Am I supposed to feel special? Like I’m not one of your pawns? A friend until it’s no longer convenient?
"I never said you were a friend, just close to it. He smiled at his own humor.
You have something none of the others have. It’s the reason you’re here."
A grudge?
A conscience.
I dropped him back into his seat. Such roughness wouldn’t be good on his old back, but I didn’t care. It didn’t seem to bother him, the way he just kept going on in that damn grandfatherly tone. You’re not angry about being left out to dry. You’ve been aware of that risk since your first mission. It’s the target you object to, isn’t it?
Explain to me how they were a threat. Use small words.
They weren’t. Not yet. But they could have been in the future. Writing articles critical of our Republic’s annexation of Lyran worlds is only the first step. Divisive words and rabble-rousing follow, and soon the path to anarchy is illuminated and awaiting its first traveler.
And was there any particular threat posed by the children? And don’t give me any nonsense about them growing up to avenge their parents.
He shrugged. It had to be a tragedy to be believable.
I never wanted to kill a man as much as I did at that moment. The deaths didn’t matter, but the injustice burned in my throat. Who approves these things? Stone?
Even the Exarch doesn’t ask me about everything I do. I have followed my own agenda since 3068. That so much of it coincided with Stone’s was serendipity. Today, I do things that must be done to maintain our Republic, and I do them so Stone doesn’t have to.
What about oversight? Someone to tell us when we’ve gone too far. We are not above the rule of law.
Law?
He looked hurt, if you can believe that. Laws are guidelines. Little more than suggestions, when you get right down to it. There has never been a government that didn’t ignore its own laws when the situation called for it.

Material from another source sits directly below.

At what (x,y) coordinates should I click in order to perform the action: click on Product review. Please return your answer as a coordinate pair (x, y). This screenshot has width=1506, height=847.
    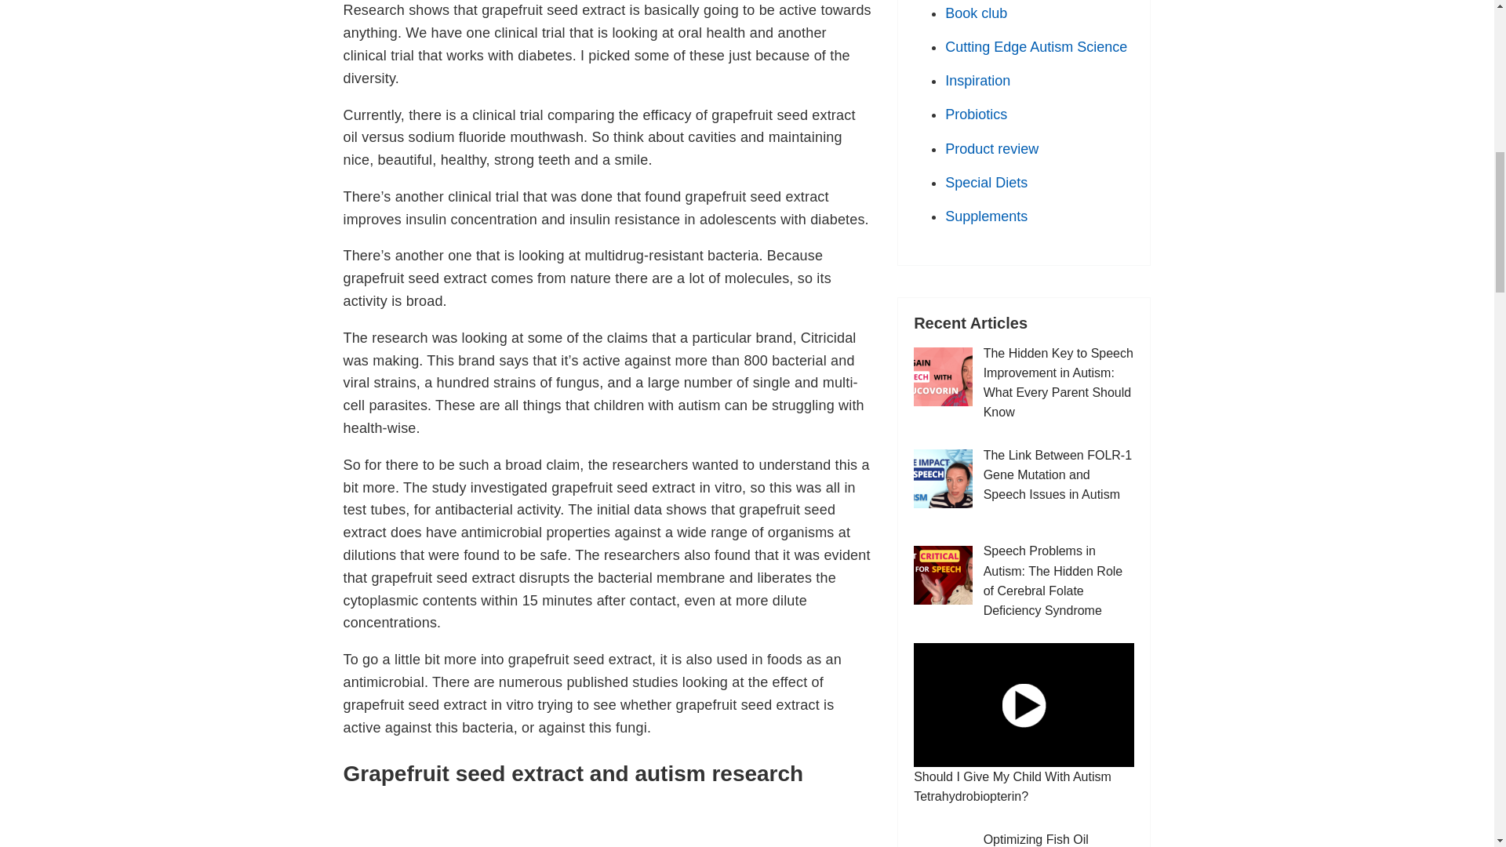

That’s the language that makes republics fall. When we stop being answerable to our people, we lose our right to exist as a government.
Oh, don’t be so dramatic. This is the way things have been done since people lived in huts beside a river.
I felt my lip curl. We're at peace. The Jihad is over. When are you going to stop fighting it?
There will always be threats, external and internal. Blame the Chancellor, if you like, or one of the Captains-General. Loyalties shift, and in time your closest allies will turn to enemies. People from Prefectures Eight and Nine were once Lyran. It might take only a slanted article in a fringe publication to remind them, to make them pine for the old days. Our relocation programs helped alleviate some of the problem, but not all.
You can’t be that ignorant. Forced integration has never worked. It doesn’t bring people together, only deepens tension and resentment.
You think the purpose was integration?
He gave me his expectant look, the one he used when he thought he was teaching something. "Quite the opposite. It was about separation. Separation from one’s own kind. Lear was practicing a lesson Kerensky failed to learn in the Pentagon Worlds. Old loyalties tore apart his brave new society before it was even properly born. Those same loyalties lie like weeds in our Republic.